The CAPF (General Administration) Act, 2026 — passed by Rajya Sabha on 1 April 2026, Lok Sabha on 2 April, and notified after President Murmu's assent on 10 April 2026 — is the first umbrella statute governing officers of the BSF, CRPF, CISF, ITBP and SSB. It statutorily reserves DG and Special DG posts for IPS deputation, mandates at least 67% of ADG posts and 50% of IG posts via IPS deputation, and empowers the Centre to make rules on recruitment, promotion and conditions of service. The Act effectively codifies the Centre's earlier deputation policy that was being contested by CAPF officer associations in the Supreme Court.

For an IPS aspirant, no recent law matters more for the second half of your career than the CAPF (General Administration) Act, 2026. Here is the verified picture.

Legislative history

  • Introduction: The Bill was introduced in Rajya Sabha on 25 March 2026.
  • Rajya Sabha passage: 1 April 2026.
  • Lok Sabha passage: 2 April 2026.
  • Presidential assent: 9 April 2026 (by President Droupadi Murmu). Notified: 10 April 2026.

It followed the Supreme Court's 2025 verdict directing the Centre to undertake a cadre review of CAPFs within six months and to progressively rationalise IPS deputation.

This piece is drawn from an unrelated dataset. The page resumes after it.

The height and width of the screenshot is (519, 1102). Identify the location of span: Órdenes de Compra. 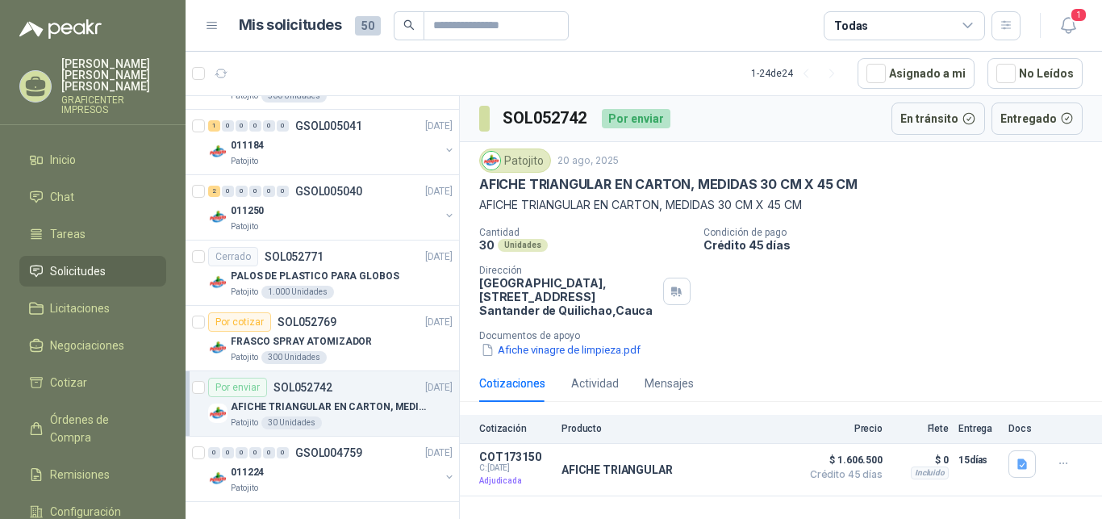
(100, 428).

The Centre's review petition was dismissed in October 2025, prompting Parliament to legislate.

Coverage — the five CAPFs

  1. Central Reserve Police Force (CRPF) — internal security, anti-Naxal, Kashmir law and order.
  2. Border Security Force (BSF) — guarding India-Pakistan and India-Bangladesh borders.
  3. Central Industrial Security Force (CISF) — airports, PSUs, metro security, VIP protection.
  4. Indo-Tibetan Border Police (ITBP) — China border, disaster response.
  5. Sashastra Seema Bal (SSB) — Nepal and Bhutan borders.

The National Security Guard (NSG) and Assam Rifles are not under this Act.

What the Act mandates

  • Director General (DG) posts of all five CAPFs: filled exclusively by IPS deputation.
  • Special Director General: IPS deputation only.
  • Additional Director General (ADG): minimum 67% via IPS deputation, balance from cadre.
  • Inspector General (IG): minimum 50% via IPS deputation, balance from cadre.
  • The Central Government is empowered to make Rules covering recruitment, deputation tenures, promotion criteria and service conditions across all five forces.

Why it matters for IPS aspirants

  • For a 1991-batch IPS officer, the CAPF route has been a familiar deputation career — many have ended their service as DG BSF, DG CRPF or DG CISF. This Act guarantees that career ceiling in statute.
  • For an officer joining IPS in CSE 2026 — i.e., 2027 batch — a typical CAPF deputation as IG at the 19-year mark and ADG at the 25-year mark is now legally protected from rollback.

Why CAPF officer associations are unhappy

Cadre officers (i.e., direct-recruit CAPF Assistant Commandants who rose through ranks) have argued, both in court and in associations like the Confederation of CAPF Officers, that:

  • IPS deputation blocks their own promotion ladder.
  • CAPF officers face stagnation at DIG and IG ranks; many retire as IGs while IPS deputees become DGs.
  • The Supreme Court had observed (in the 2025 verdict) that 'progressive reduction' of IPS deputation was warranted.

The 2026 Act effectively overrides that judicial nudge through primary legislation — Article 312 and the AIS Rules combined with this Act give Parliament constitutional cover to do so.

Worked scenario — IPS Maharashtra cadre, 1995 batch

A hypothetical 1995-batch IPS Maharashtra officer can now plan:

  • 2026: ADG Mumbai Police OR ADG CRPF (statutory entitlement).
  • 2031: DG Maharashtra Police OR DG ITBP/SSB/BSF (statutory entitlement).
  • 2034: Retirement at 60 — or 62 if on Central deputation extension as per Rule 16 of AIS (DCRB) Rules.

Mentor tip

If you are considering IPS over (say) IRS purely for prestige, internalise that 40-50% of senior IPS officers do meaningful CAPF stints — sometimes in challenging postings (anti-Naxal in Chhattisgarh, LoC in Kashmir, China border in Arunachal). This is now codified in law. If long deployments away from family bother you, weigh that honestly.